Mosses were some of the first living things to make the Earth green more than 400 million years ago. In Denmark, there are about 650 species of moss, and the stories they tell are worth listening to.
An article by Kristine Kjørup Rasmussen (Head of biodiversity in SLA, Biologist, Ph.D. in vegetation ecology) and Irina Goldberg (biologist, Ph.D)
Originally brought in the journal Landskab (no. 3, 2020)
Mosses were some of the first living things to make the Earth green more than 400 million years ago. And still today, the marvelous mosses make the Earth green, especially in humid areas that Denmark is rich in. In winter, when herbs and grasses are brown and withered, the green color of the mosses is more clearly seen. But it is as if this million-year-old robust growth form is not really being respected for its beauty and its value by us geological babies, humans. We fight moss in lawns, we wash stones and roofs and clean cemetery dikes to keep the mosses away.
Why? Is moss ugly? Moss is a spore plant without roots, yet enormously effective at absorbing water in its simple and thin cell tissue. Thus, mosses can exploit habitats that they often only share with lichens (a flake-shaped symbiosis between algae and fungus).
Mosses are everywhere like a green backdrop. You have to bend your knees or find the magnifying glass to be able to see their small fine leaves and spore houses that sit on a short or long stem (seta). Typical habitats are bare soil, rocks and living and dead trees. In the countryside and in the cities. Why not invite them into our built world and let them decorate surfaces with their “shades of green” and feeling of a nature that is so much older and bigger than ourselves?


> **Your objective**:
Return all the lines below exactly as written. Drop every picture.

Top of Supplied information

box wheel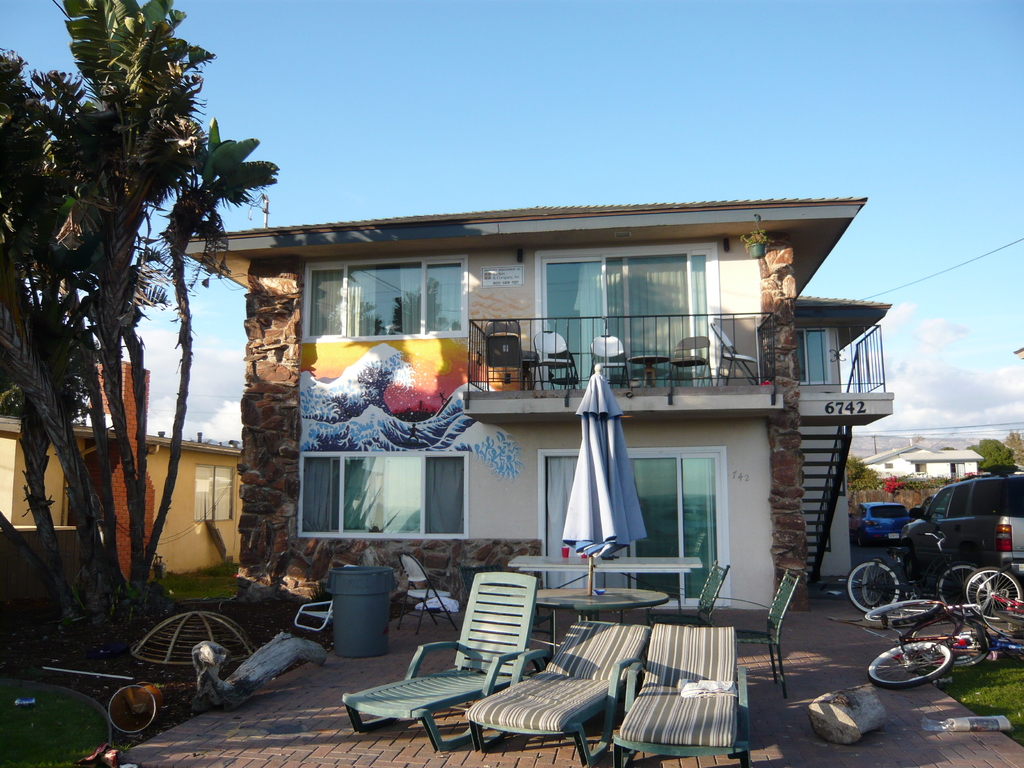
867, 637, 948, 691
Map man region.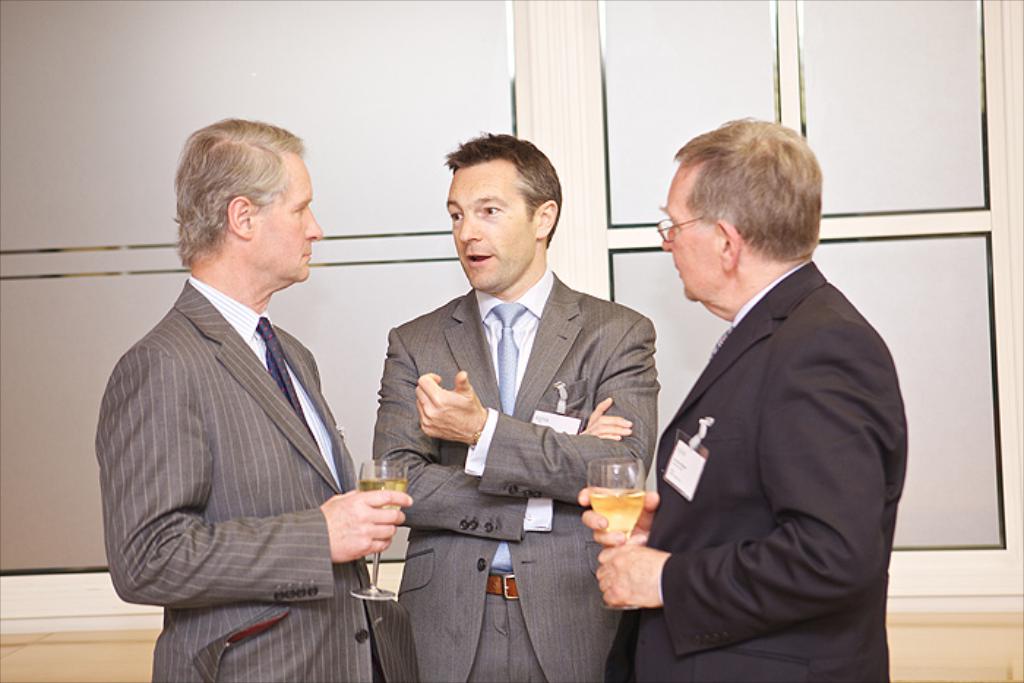
Mapped to (619, 104, 913, 673).
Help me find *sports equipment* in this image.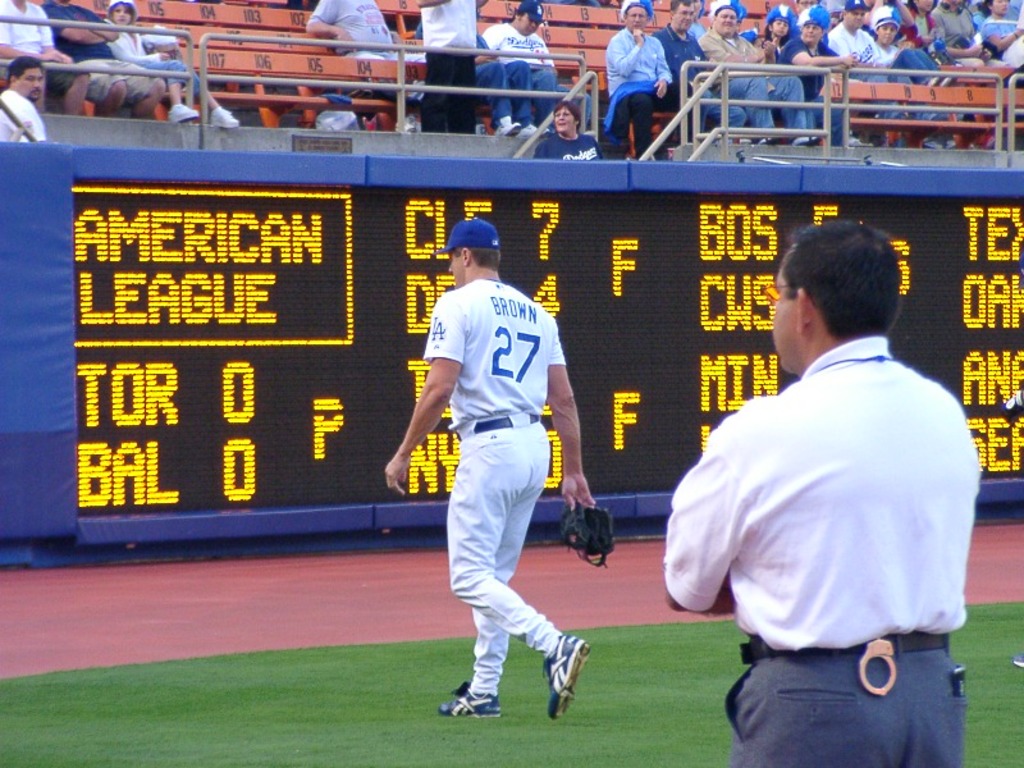
Found it: 556 499 616 568.
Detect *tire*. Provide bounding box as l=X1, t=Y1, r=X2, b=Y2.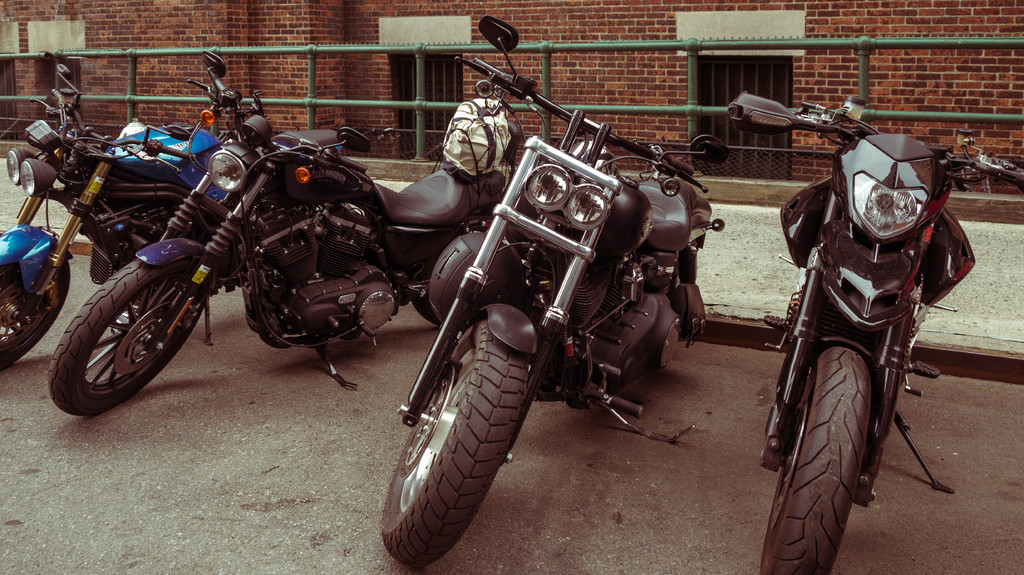
l=44, t=238, r=214, b=413.
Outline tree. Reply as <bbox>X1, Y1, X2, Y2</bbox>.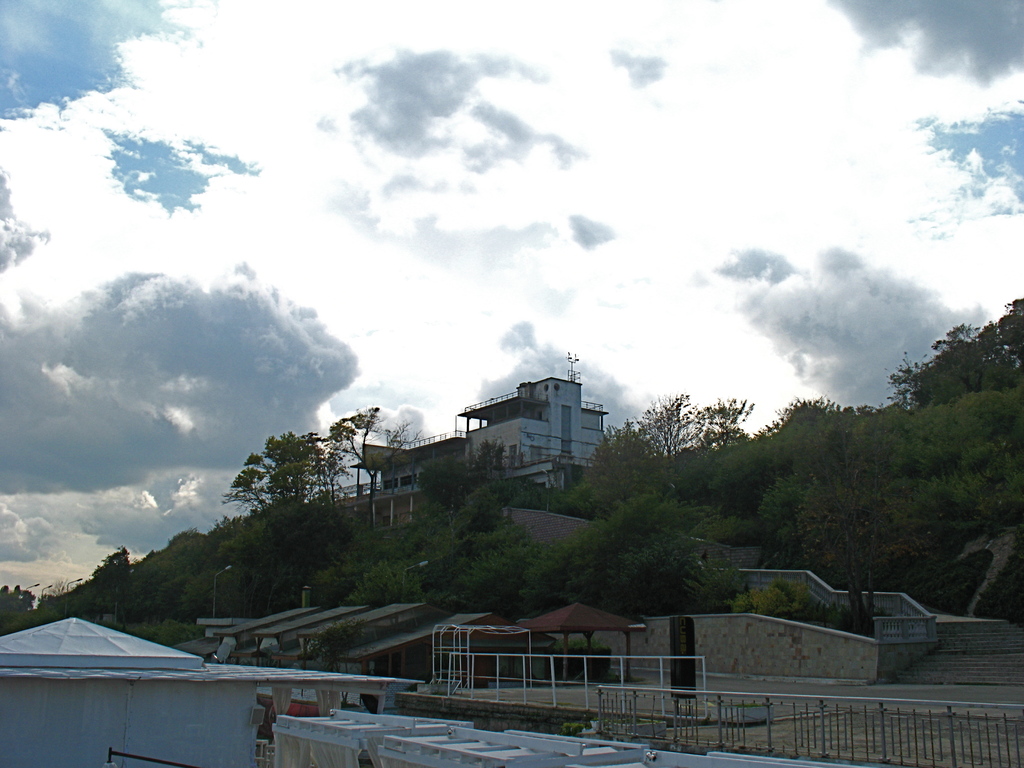
<bbox>730, 579, 820, 616</bbox>.
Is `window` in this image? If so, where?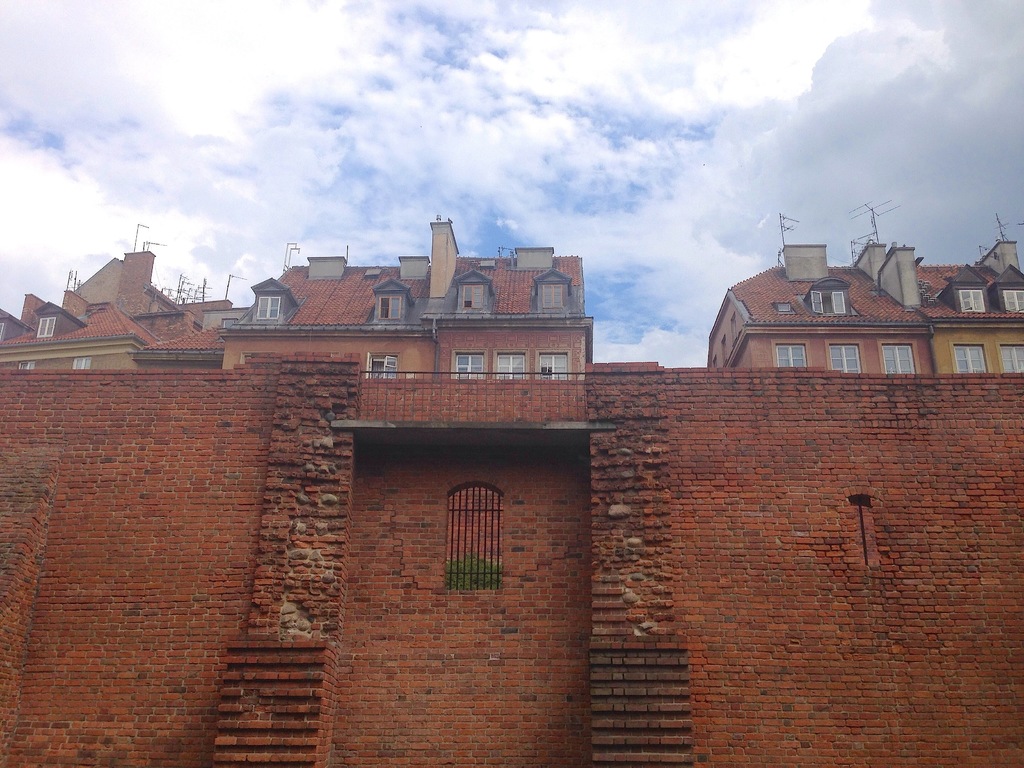
Yes, at select_region(77, 358, 92, 371).
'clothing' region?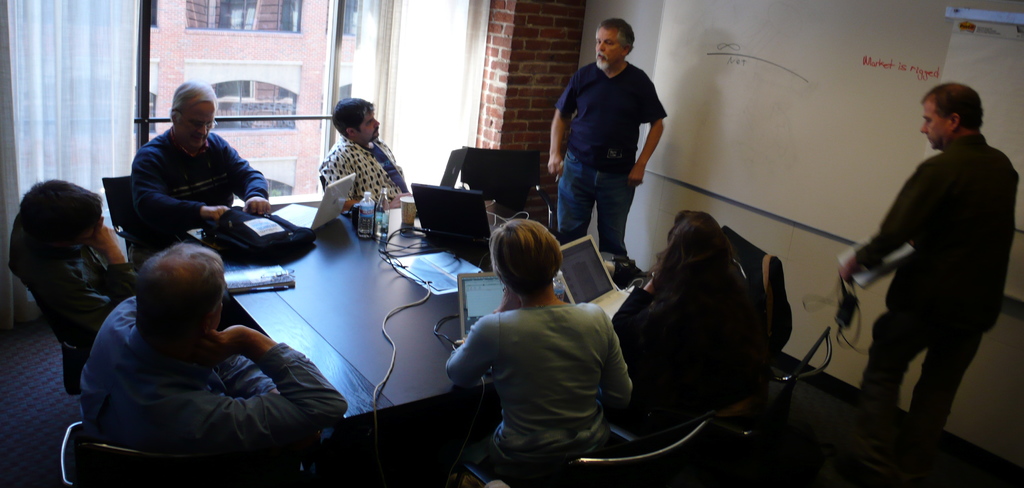
[left=10, top=213, right=141, bottom=350]
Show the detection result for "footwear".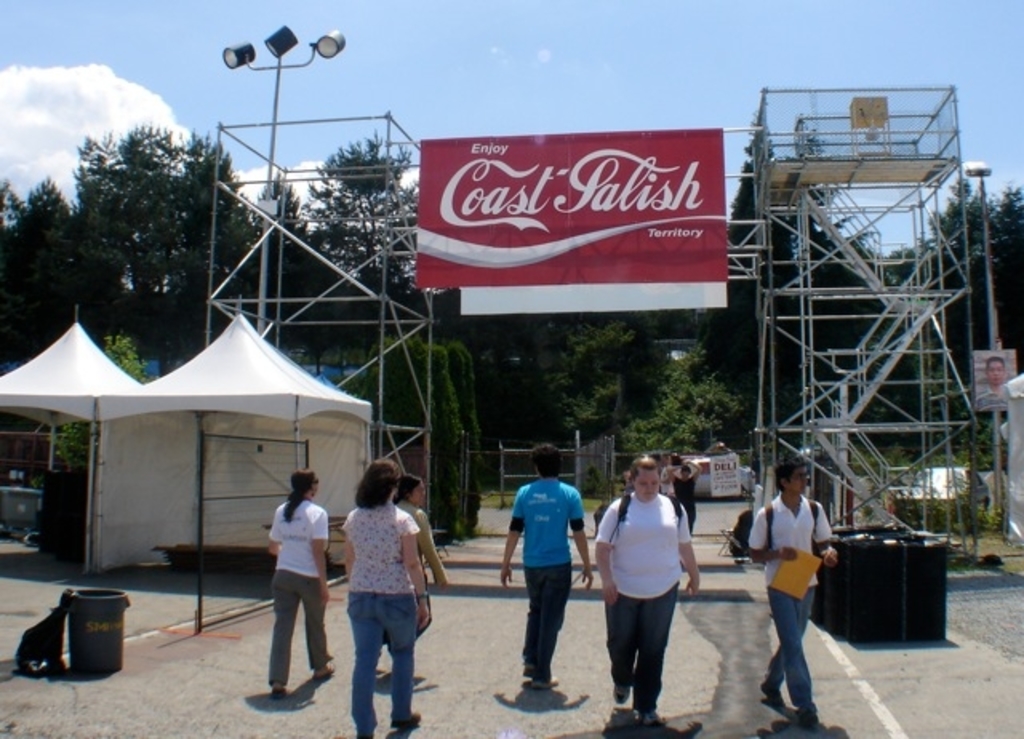
{"x1": 270, "y1": 685, "x2": 291, "y2": 697}.
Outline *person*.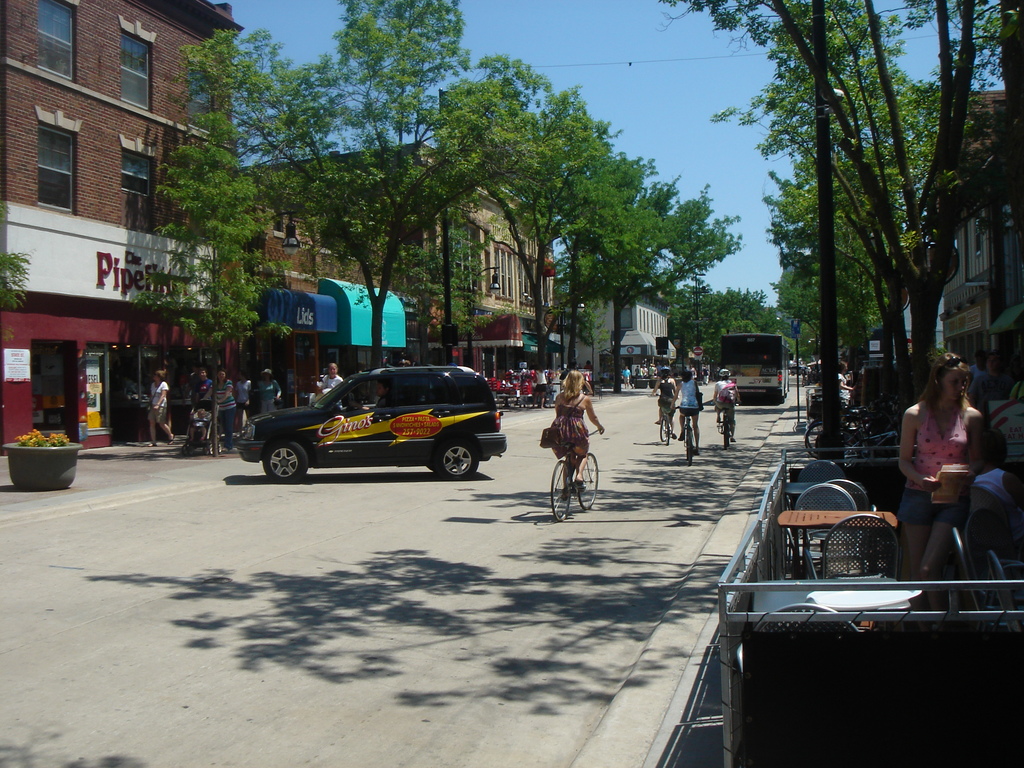
Outline: 669:369:702:457.
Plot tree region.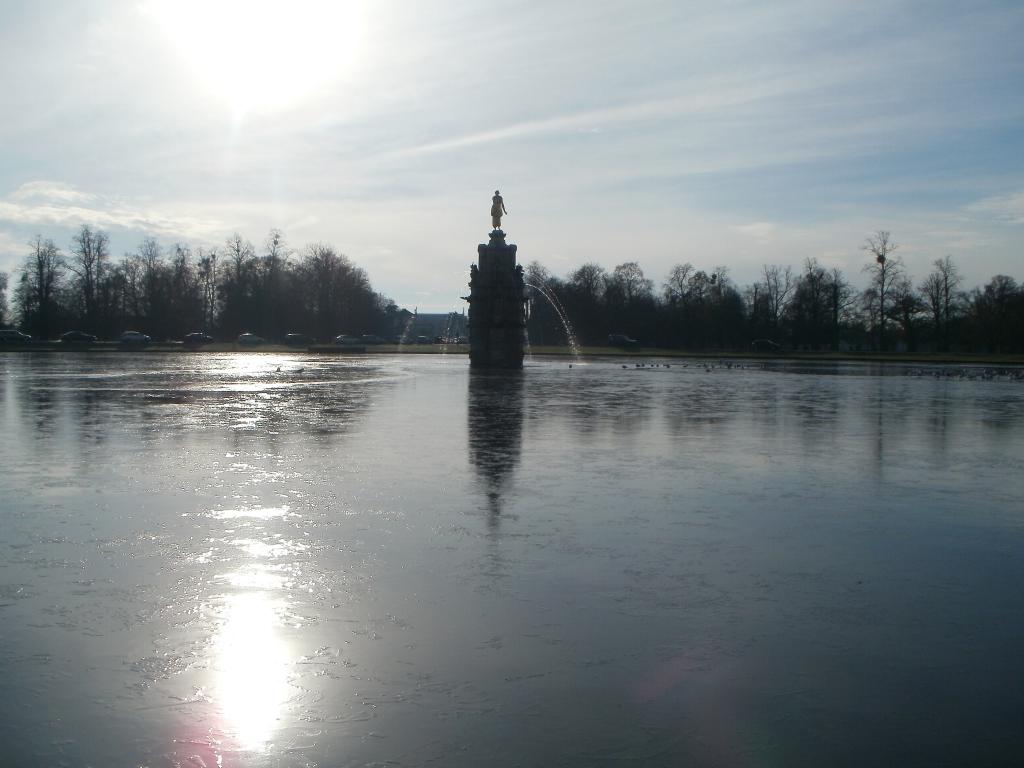
Plotted at box=[863, 230, 911, 364].
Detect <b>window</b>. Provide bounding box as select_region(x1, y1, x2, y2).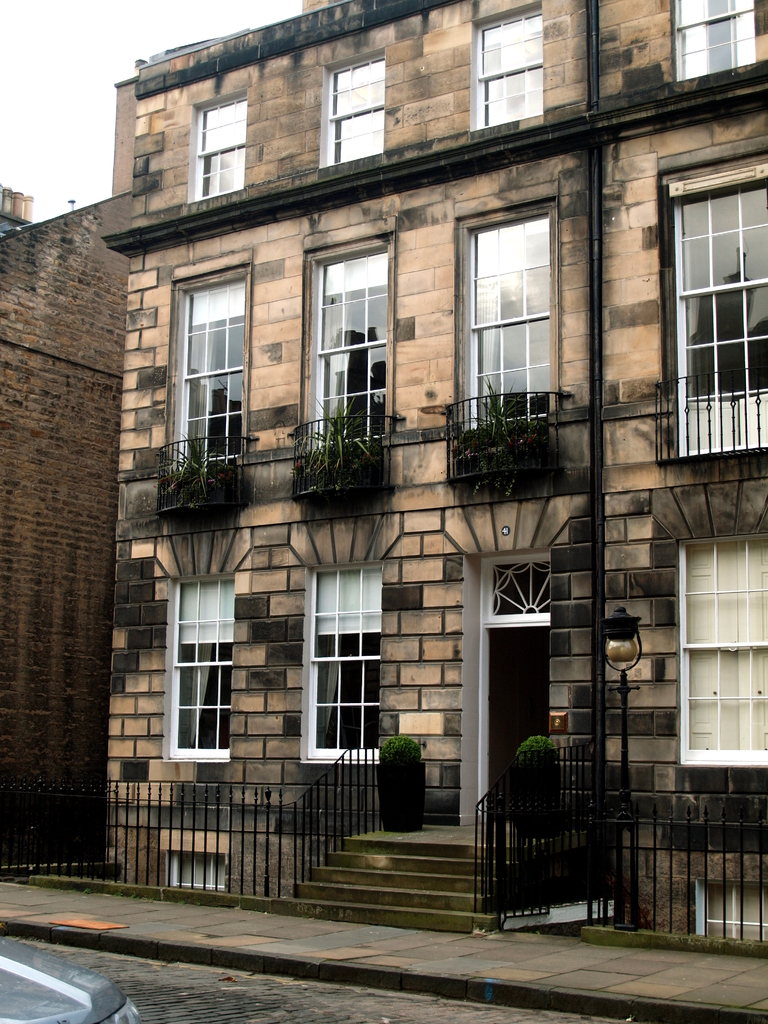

Bottom of Supplied information

> **Answer section**:
box wheel
867, 637, 948, 691
Map man region.
Mapped to (619, 104, 913, 673).
Help me find *sports equipment* in this image.
Found it: 556 499 616 568.
Detect *tire*. Provide bounding box as l=X1, t=Y1, r=X2, b=Y2.
l=44, t=238, r=214, b=413.
Outline tree. Reply as <bbox>X1, Y1, X2, Y2</bbox>.
<bbox>730, 579, 820, 616</bbox>.
Is `window` in this image? If so, where?
Yes, at select_region(77, 358, 92, 371).
'clothing' region?
[left=10, top=213, right=141, bottom=350]
Show the detection result for "footwear".
{"x1": 270, "y1": 685, "x2": 291, "y2": 697}.
Outline *person*.
Outline: 669:369:702:457.
Plot tree region.
Plotted at box=[863, 230, 911, 364].
Detect <b>window</b>. Provide bounding box as select_region(x1, y1, x2, y2).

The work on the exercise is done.